The Pucks' third and newest restaurant, Eureka, may be the most arresting and innovative of all because it combines a
microbrewery and space-age beer garden. The enormous open kitchen at one end adds a larger-than-life theatrical element to the dining experience, and the menu roams the world, incorporating Mexican, Thai, Chinese, Middle Eastern, Hawaiian, German, Italian and American food ideas.
Eureka's lobster and red chili potstickers with cucumber-basil salad, or grilled mahi mahi with toasted Los Angeles on macadamia nut sauce, sound like something from a scene in the movie "L.A. Story," but the food is professionally cooked and presented. It breaks new barriers.
The Zagat survey shows people in Los Angeles prefer Oriental foods.

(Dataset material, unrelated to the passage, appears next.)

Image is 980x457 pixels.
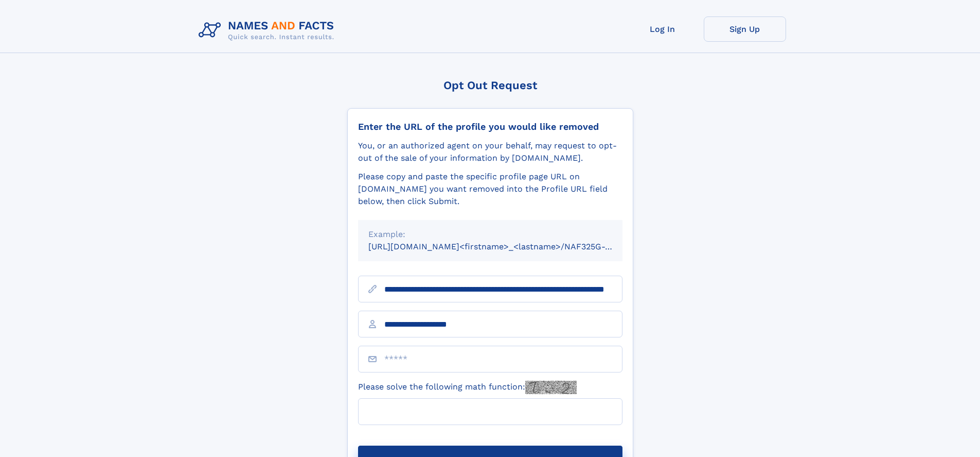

Matsuhisa, a low-key, but spectacularly imaginative Beverly Hills sushi bar, is rated first, followed by Chinois on Main. However, Zagat and the Money article notwithstanding, in my opinion, the most delicious and consistently well-prepared food in Los Angeles is to be found at Joachim Splichal's Patina.
While not as flashy, informal or as cross-cultural as the Puck-Lazaroff establishments and others, Patina is a bastion of fine cooking, attentive and informed service, and a pleasant, comfortable setting.
Mr. Splichal's French-rooted cooking has refinement, muscularity and depth. His white fish and potato lasagna with mushrooms, and sliced veal over both mashed and julienned fried potatoes with sauteed greens, are tours de force. Patina could be seen as the Los Angeles counterpart of Bouley, the restaurant rated first for food in New York by Zagat.
Apart from Patina, the European tradition in Los Angeles is weak. Citrus puts on a good show, although the food is uneven and many combinations are hackneyed. French and Italian cuisines at the highly regarded L'Ermitage and Valentino seem dated and uninspired; both are resting on their laurels. So, if several restaurants in the Los Angeles upper crust are extremely good, that crust remains relatively thin.
While I cannot categorically concede that restaurants are better overall in Los Angeles, I'll give them dessert. The very best things to eat in Los Angeles -- in nearly every restaurant -- are sweet.
Few in any New York restaurant can vie with the originality, abundance and quality of Nancy Silverton's pastries at Campanile, the restaurant and bakery she owns with her husband, chef Mark Peel. Her exquisite apple tart on gossamer puff pastry, her warm hot fudge and caramel nut tart with dark and milk chocolate sauces, plus homemade chocolate chip ice cream and hot ricotta-lemon cheesecake topped with pine nuts and pine-nut brittle, are of world-class quality.
Creme brulee -- tiresome in New York -- is taken to new heights by the black-and-white version at Citrus, and the coconut-infused custard at the cross-cultural Noa Noa.
Like dessert, sushi appears to be an obsession in Los Angeles. Chef Nobu Matsuhisa has been rethinking the genre since 1982, turning out extraordinary hybrids, such as cut rolls filled with warm, deep-fried, soft-shell crab plus a dab of avocado and double-wrapped with nori and paper-thin cucumber strips. His inside-out California rolls are made with real crab, and spicy tuna hand rolls include an extra wallop of wasabi.
Most extraordinary is the hot shrimp tempura hand roll with asparagus, scallion and a -- of hot chili mayonnaise. Dozens of his special dishes, which vary from a delicate slice of cod cooked in miso to overcooked, overmarinated steak of fatty tuna (toro), are described in a 20-page booklet you must study before you order. One visit and a Japanese food lover is hooked. I can scarcely wait to go back.
Before deciding to move, Mr. Muller spent considerable time analyzing the two cities and their impact on his future. He admitted he will miss New York customers. "You wouldn't believe their knowledge and savoir faire. They know everything," he said.
But in Los Angeles, his formidable French-style seafood specialties should fill a blank in the innovative jet stream of Southern California cooking, which increasingly relies on ingredients and concepts from the Pacific Rim.